Re: [PATCH RFC net-next v2 3/8] cadence: macb: Add page pool support handle multi-descriptor frame rx
From: Théo Lebrun <theo.lebrun@bootlin.com>
Date: 2026-01-13 10:43:13
On Mon Jan 12, 2026 at 3:16 PM CET, Paolo Valerio wrote:
On 08 Jan 2026 at 04:43:43 PM, Théo Lebrun [off-list ref] wrote:quoted
On Sun Dec 21, 2025 at 12:51 AM CET, Paolo Valerio wrote:quoted
@@ -1382,58 +1382,118 @@ static int gem_rx(struct macb_queue *queue, struct napi_struct *napi, + first_frame = ctrl & MACB_BIT(RX_SOF); len = ctrl & bp->rx_frm_len_mask; - netdev_vdbg(bp->dev, "gem_rx %u (len %u)\n", entry, len); + if (len) { + data_len = len; + if (!first_frame) + data_len -= queue->skb->len; + } else { + data_len = bp->rx_buffer_size; + }Why deal with the `!len` case? How can it occur? User guide doesn't hint that. It would mean we would grab uninitialised bytes as we assume len is the max buffer size.Good point. After taking a second look, !len may not be the most reliable way to check this. From the datasheet, status signals are only valid (with some exceptions) when MACB_BIT(RX_EOF) is set. As a side effect, len is always zero on my hw for frames without the EOF bit, but it's probably better to just rely on MACB_BIT(RX_EOF) instead of reading something that may end up being unreliable.
100%, I do agree!
quoted
quoted
+ bp->rx_buffer_size = SKB_DATA_ALIGN(size); + if (gem_total_rx_buffer_size(bp) > PAGE_SIZE) { + overhead = bp->rx_headroom + + SKB_DATA_ALIGN(sizeof(struct skb_shared_info)); + bp->rx_buffer_size = rounddown(PAGE_SIZE - overhead, + RX_BUFFER_MULTIPLE); + }I've seen your comment in [0/8]. Do you have any advice on how to test this clamping? All I can think of is to either configure a massive MTU or, more easily, cheat with the headroom.I normally test the set with 4k PAGE_SIZE and, as you said, setting the mtu to something bigger than that. This is still possible with 8k pages (given .jumbo_max_len = 10240).

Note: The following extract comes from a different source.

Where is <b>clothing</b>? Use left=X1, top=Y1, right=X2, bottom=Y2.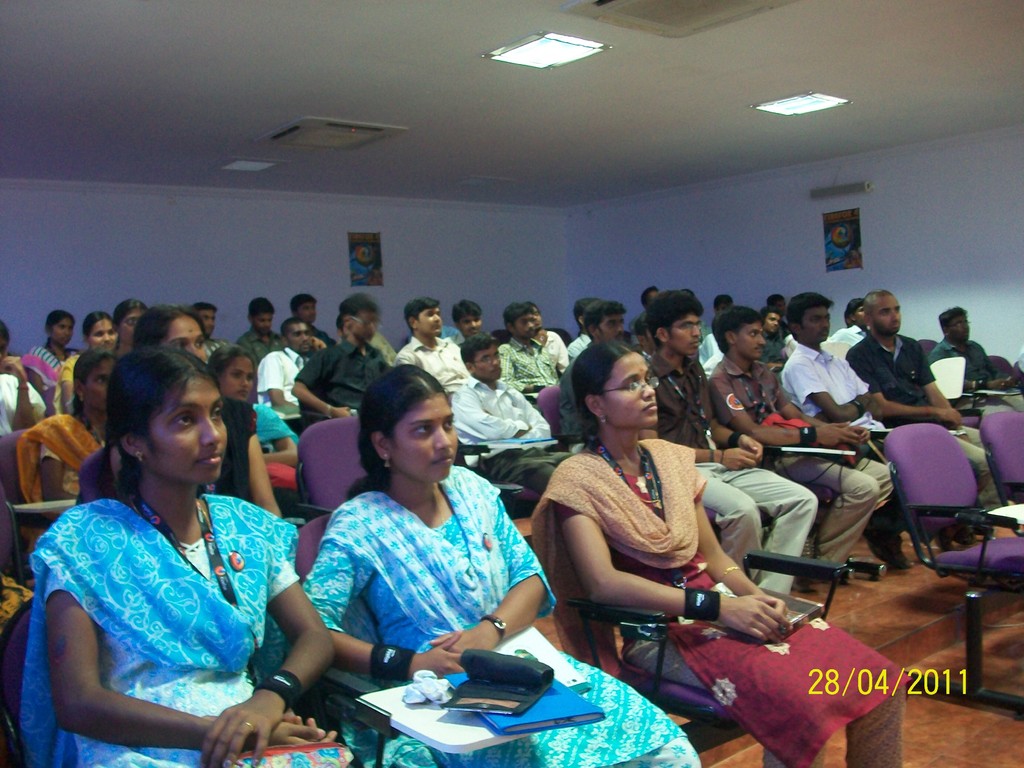
left=541, top=441, right=918, bottom=767.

Ah yes there is .jumbo_max_len, but our PAGE_SIZE==16K > .jumbo_max_len so we cannot land in that codepath.
quoted
Also, should we warn? It means MTU-sized packets will be received in fragments. It will work but is probably unexpected by users and a slowdown reason that users might want to know about.I'm not sure about the warning as I don't see this as a user level detail. For debugging purpose, I guess we should be fine the last print out (even better once extended with your suggestion). Of course, feel free to disagree.